How to irritate your successor (on Solaris)

August 3, 2006

How to to really irritate your successor sysadmin on a Solaris machine:

Set the machine's hostname not by changing /etc/nodename, but by hand-editing a 'hostname foobar' into the /etc/init.d/network startup script.

Of course, you won't want to keep the machine current on patches either; otherwise, your successor might take a much longer time to find this, and have a much less exciting day.

Important caution: for the safest results, insure that you are a long way away from your successor.

I must thank Solaris's patchadd and associated infrastructure for saving a copy of the old 'modified out from underneath it' init.d scripts; without that I might never have figured out how this machine had once worked.

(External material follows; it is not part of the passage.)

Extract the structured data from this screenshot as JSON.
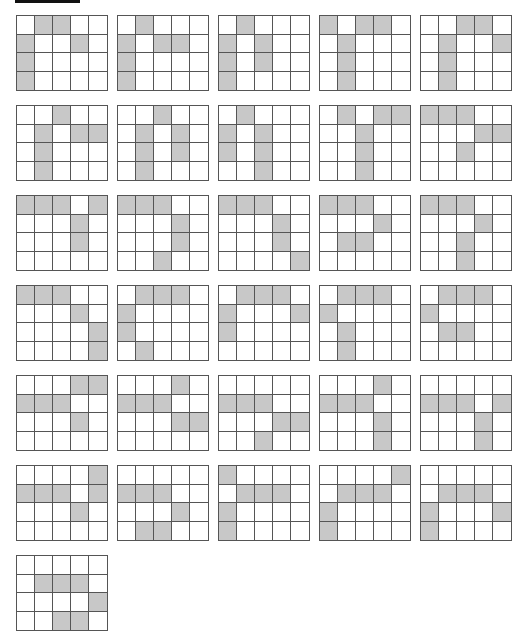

(The modification was made right after the network script normally prints the hostname on the console, and it's relatively easy to find where that message is generated, so I can contort my mind to see how a sufficiently brute force sysadmin might set the hostname this way.)

Written on 03 August 2006.
« In praise of installing from Live CDs
Link: When the "best tool for the job"... isn't. »

Page tools: View Source, Add Comment.
Search:
Login: Password:
Atom Syndication: Recent Comments.

Last modified: Thu Aug 3 17:37:35 2006
This dinky wiki is brought to you by the Insane Hackers Guild, Python sub-branch.